AIM OF THE TASK
A complete, exact copy of the records is needed here.

• • • • • • •

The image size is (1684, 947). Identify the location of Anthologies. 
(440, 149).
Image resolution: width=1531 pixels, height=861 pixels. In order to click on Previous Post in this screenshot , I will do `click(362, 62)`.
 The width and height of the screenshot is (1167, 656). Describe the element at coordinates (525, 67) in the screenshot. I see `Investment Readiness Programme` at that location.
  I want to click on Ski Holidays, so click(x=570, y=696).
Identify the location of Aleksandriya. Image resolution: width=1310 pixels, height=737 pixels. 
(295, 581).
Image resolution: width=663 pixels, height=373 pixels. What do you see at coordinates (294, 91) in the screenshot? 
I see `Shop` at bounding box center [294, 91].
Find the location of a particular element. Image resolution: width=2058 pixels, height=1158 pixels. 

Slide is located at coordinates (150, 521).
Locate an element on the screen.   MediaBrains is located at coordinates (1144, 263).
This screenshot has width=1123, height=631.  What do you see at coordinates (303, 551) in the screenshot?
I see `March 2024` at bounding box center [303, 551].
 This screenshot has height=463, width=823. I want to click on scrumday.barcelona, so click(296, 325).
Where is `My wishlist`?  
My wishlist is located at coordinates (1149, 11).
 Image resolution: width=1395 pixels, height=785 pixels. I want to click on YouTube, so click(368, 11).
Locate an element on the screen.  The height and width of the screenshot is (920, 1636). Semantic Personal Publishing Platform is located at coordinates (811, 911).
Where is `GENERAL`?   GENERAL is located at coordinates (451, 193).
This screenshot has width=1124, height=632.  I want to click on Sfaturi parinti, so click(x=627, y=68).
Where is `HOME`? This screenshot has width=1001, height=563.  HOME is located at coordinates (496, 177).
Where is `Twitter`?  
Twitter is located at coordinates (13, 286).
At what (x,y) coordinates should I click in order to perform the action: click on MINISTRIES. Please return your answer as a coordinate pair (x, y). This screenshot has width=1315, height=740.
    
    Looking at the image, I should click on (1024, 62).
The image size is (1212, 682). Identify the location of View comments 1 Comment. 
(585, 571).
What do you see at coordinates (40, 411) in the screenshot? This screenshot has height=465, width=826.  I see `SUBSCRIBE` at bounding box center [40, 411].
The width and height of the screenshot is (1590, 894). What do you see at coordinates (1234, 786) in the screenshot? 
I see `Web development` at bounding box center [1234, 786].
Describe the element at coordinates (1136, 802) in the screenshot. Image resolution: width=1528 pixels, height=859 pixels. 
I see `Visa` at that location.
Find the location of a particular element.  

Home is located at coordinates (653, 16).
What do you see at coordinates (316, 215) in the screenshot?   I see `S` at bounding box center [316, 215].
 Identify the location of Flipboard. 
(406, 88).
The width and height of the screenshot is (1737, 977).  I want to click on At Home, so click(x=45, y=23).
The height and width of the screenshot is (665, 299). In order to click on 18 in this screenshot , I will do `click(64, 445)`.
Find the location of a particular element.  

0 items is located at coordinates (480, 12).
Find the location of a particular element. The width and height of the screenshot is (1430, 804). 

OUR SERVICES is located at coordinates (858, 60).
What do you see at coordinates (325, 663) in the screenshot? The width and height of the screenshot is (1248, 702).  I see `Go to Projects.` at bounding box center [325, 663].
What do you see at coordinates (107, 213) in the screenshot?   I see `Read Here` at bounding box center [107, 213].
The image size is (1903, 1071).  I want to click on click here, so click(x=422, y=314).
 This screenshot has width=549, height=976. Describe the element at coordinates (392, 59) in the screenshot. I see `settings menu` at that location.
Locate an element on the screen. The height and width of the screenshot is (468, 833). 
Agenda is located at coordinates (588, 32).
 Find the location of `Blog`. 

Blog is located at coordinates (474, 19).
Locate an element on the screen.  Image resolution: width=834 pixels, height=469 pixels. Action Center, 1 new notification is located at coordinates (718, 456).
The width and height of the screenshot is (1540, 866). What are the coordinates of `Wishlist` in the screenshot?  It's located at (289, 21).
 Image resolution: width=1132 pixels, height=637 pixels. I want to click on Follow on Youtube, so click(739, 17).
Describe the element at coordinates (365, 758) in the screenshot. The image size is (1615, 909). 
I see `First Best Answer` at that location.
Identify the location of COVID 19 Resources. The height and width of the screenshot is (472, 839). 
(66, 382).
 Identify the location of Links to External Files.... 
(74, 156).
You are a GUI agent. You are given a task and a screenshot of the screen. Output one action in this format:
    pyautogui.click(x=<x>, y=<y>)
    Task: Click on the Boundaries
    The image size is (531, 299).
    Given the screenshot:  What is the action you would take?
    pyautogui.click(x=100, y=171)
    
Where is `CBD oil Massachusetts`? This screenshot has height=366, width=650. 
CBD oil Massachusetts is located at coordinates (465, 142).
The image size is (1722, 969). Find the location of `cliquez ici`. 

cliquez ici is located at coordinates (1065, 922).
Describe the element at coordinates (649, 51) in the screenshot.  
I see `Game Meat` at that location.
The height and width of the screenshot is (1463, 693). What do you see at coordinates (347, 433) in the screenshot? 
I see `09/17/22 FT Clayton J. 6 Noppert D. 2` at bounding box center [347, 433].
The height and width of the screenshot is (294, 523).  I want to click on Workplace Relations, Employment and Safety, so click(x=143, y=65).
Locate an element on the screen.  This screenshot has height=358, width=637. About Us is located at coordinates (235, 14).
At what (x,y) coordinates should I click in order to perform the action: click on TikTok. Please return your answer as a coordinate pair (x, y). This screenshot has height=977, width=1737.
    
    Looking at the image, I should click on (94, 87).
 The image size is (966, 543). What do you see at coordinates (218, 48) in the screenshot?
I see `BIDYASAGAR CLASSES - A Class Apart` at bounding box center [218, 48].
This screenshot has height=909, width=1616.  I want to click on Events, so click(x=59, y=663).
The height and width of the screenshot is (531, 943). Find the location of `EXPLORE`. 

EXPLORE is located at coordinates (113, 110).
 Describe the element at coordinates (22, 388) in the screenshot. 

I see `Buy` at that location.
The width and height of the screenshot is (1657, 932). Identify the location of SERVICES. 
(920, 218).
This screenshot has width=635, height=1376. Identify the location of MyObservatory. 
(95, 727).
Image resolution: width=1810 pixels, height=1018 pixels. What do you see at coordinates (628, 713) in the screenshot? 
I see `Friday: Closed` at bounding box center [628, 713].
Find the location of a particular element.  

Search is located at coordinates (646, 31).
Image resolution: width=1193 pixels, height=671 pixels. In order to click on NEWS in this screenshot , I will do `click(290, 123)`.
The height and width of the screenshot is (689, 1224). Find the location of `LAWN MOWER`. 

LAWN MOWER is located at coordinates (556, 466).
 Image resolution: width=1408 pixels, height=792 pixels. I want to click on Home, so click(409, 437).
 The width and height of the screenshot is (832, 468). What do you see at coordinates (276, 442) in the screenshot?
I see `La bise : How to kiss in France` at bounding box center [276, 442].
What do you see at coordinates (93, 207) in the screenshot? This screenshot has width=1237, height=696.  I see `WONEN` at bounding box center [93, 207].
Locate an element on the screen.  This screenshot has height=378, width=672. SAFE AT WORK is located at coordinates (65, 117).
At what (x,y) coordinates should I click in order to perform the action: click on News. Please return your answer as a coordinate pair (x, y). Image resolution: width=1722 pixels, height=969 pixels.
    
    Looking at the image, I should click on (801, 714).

• • • • • • •

SOLUTION TO THIS EXERCISE
The image size is (1684, 947). Identify the location of Anthologies. 
(440, 149).
Image resolution: width=1531 pixels, height=861 pixels. In order to click on Previous Post in this screenshot , I will do `click(362, 62)`.
 The width and height of the screenshot is (1167, 656). Describe the element at coordinates (525, 67) in the screenshot. I see `Investment Readiness Programme` at that location.
  I want to click on Ski Holidays, so click(x=570, y=696).
Identify the location of Aleksandriya. Image resolution: width=1310 pixels, height=737 pixels. 
(295, 581).
Image resolution: width=663 pixels, height=373 pixels. What do you see at coordinates (294, 91) in the screenshot? 
I see `Shop` at bounding box center [294, 91].
Find the location of a particular element. Image resolution: width=2058 pixels, height=1158 pixels. 

Slide is located at coordinates (150, 521).
Locate an element on the screen.   MediaBrains is located at coordinates (1144, 263).
This screenshot has width=1123, height=631.  What do you see at coordinates (303, 551) in the screenshot?
I see `March 2024` at bounding box center [303, 551].
 This screenshot has height=463, width=823. I want to click on scrumday.barcelona, so click(296, 325).
Where is `My wishlist`?  
My wishlist is located at coordinates (1149, 11).
 Image resolution: width=1395 pixels, height=785 pixels. I want to click on YouTube, so click(368, 11).
Locate an element on the screen.  The height and width of the screenshot is (920, 1636). Semantic Personal Publishing Platform is located at coordinates (811, 911).
Where is `GENERAL`?   GENERAL is located at coordinates (451, 193).
This screenshot has width=1124, height=632.  I want to click on Sfaturi parinti, so click(x=627, y=68).
Where is `HOME`? This screenshot has width=1001, height=563.  HOME is located at coordinates (496, 177).
Where is `Twitter`?  
Twitter is located at coordinates (13, 286).
At what (x,y) coordinates should I click in order to perform the action: click on MINISTRIES. Please return your answer as a coordinate pair (x, y). This screenshot has width=1315, height=740.
    
    Looking at the image, I should click on (1024, 62).
The image size is (1212, 682). Identify the location of View comments 1 Comment. 
(585, 571).
What do you see at coordinates (40, 411) in the screenshot? This screenshot has height=465, width=826.  I see `SUBSCRIBE` at bounding box center [40, 411].
The width and height of the screenshot is (1590, 894). What do you see at coordinates (1234, 786) in the screenshot? 
I see `Web development` at bounding box center [1234, 786].
Describe the element at coordinates (1136, 802) in the screenshot. Image resolution: width=1528 pixels, height=859 pixels. 
I see `Visa` at that location.
Find the location of a particular element.  

Home is located at coordinates (653, 16).
What do you see at coordinates (316, 215) in the screenshot?   I see `S` at bounding box center [316, 215].
 Identify the location of Flipboard. 
(406, 88).
The width and height of the screenshot is (1737, 977).  I want to click on At Home, so click(x=45, y=23).
The height and width of the screenshot is (665, 299). In order to click on 18 in this screenshot , I will do `click(64, 445)`.
Find the location of a particular element.  

0 items is located at coordinates (480, 12).
Find the location of a particular element. The width and height of the screenshot is (1430, 804). 

OUR SERVICES is located at coordinates (858, 60).
What do you see at coordinates (325, 663) in the screenshot? The width and height of the screenshot is (1248, 702).  I see `Go to Projects.` at bounding box center [325, 663].
What do you see at coordinates (107, 213) in the screenshot?   I see `Read Here` at bounding box center [107, 213].
The image size is (1903, 1071).  I want to click on click here, so click(x=422, y=314).
 This screenshot has width=549, height=976. Describe the element at coordinates (392, 59) in the screenshot. I see `settings menu` at that location.
Locate an element on the screen. The height and width of the screenshot is (468, 833). 
Agenda is located at coordinates (588, 32).
 Find the location of `Blog`. 

Blog is located at coordinates (474, 19).
Locate an element on the screen.  Image resolution: width=834 pixels, height=469 pixels. Action Center, 1 new notification is located at coordinates (718, 456).
The width and height of the screenshot is (1540, 866). What are the coordinates of `Wishlist` in the screenshot?  It's located at (289, 21).
 Image resolution: width=1132 pixels, height=637 pixels. I want to click on Follow on Youtube, so click(739, 17).
Describe the element at coordinates (365, 758) in the screenshot. The image size is (1615, 909). 
I see `First Best Answer` at that location.
Identify the location of COVID 19 Resources. The height and width of the screenshot is (472, 839). 
(66, 382).
 Identify the location of Links to External Files.... 
(74, 156).
You are a GUI agent. You are given a task and a screenshot of the screen. Output one action in this format:
    pyautogui.click(x=<x>, y=<y>)
    Task: Click on the Boundaries
    The image size is (531, 299).
    Given the screenshot:  What is the action you would take?
    pyautogui.click(x=100, y=171)
    
Where is `CBD oil Massachusetts`? This screenshot has height=366, width=650. 
CBD oil Massachusetts is located at coordinates (465, 142).
The image size is (1722, 969). Find the location of `cliquez ici`. 

cliquez ici is located at coordinates (1065, 922).
Describe the element at coordinates (649, 51) in the screenshot.  
I see `Game Meat` at that location.
The height and width of the screenshot is (1463, 693). What do you see at coordinates (347, 433) in the screenshot? 
I see `09/17/22 FT Clayton J. 6 Noppert D. 2` at bounding box center [347, 433].
The height and width of the screenshot is (294, 523).  I want to click on Workplace Relations, Employment and Safety, so click(x=143, y=65).
Locate an element on the screen.  This screenshot has height=358, width=637. About Us is located at coordinates (235, 14).
At what (x,y) coordinates should I click in order to perform the action: click on TikTok. Please return your answer as a coordinate pair (x, y). This screenshot has height=977, width=1737.
    
    Looking at the image, I should click on (94, 87).
 The image size is (966, 543). What do you see at coordinates (218, 48) in the screenshot?
I see `BIDYASAGAR CLASSES - A Class Apart` at bounding box center [218, 48].
This screenshot has height=909, width=1616.  I want to click on Events, so click(x=59, y=663).
The height and width of the screenshot is (531, 943). Find the location of `EXPLORE`. 

EXPLORE is located at coordinates (113, 110).
 Describe the element at coordinates (22, 388) in the screenshot. 

I see `Buy` at that location.
The width and height of the screenshot is (1657, 932). Identify the location of SERVICES. 
(920, 218).
This screenshot has width=635, height=1376. Identify the location of MyObservatory. 
(95, 727).
Image resolution: width=1810 pixels, height=1018 pixels. What do you see at coordinates (628, 713) in the screenshot? 
I see `Friday: Closed` at bounding box center [628, 713].
Find the location of a particular element.  

Search is located at coordinates (646, 31).
Image resolution: width=1193 pixels, height=671 pixels. In order to click on NEWS in this screenshot , I will do `click(290, 123)`.
The height and width of the screenshot is (689, 1224). Find the location of `LAWN MOWER`. 

LAWN MOWER is located at coordinates (556, 466).
 Image resolution: width=1408 pixels, height=792 pixels. I want to click on Home, so click(409, 437).
 The width and height of the screenshot is (832, 468). What do you see at coordinates (276, 442) in the screenshot?
I see `La bise : How to kiss in France` at bounding box center [276, 442].
What do you see at coordinates (93, 207) in the screenshot? This screenshot has width=1237, height=696.  I see `WONEN` at bounding box center [93, 207].
Locate an element on the screen.  This screenshot has height=378, width=672. SAFE AT WORK is located at coordinates (65, 117).
At what (x,y) coordinates should I click in order to perform the action: click on News. Please return your answer as a coordinate pair (x, y). Image resolution: width=1722 pixels, height=969 pixels.
    
    Looking at the image, I should click on (801, 714).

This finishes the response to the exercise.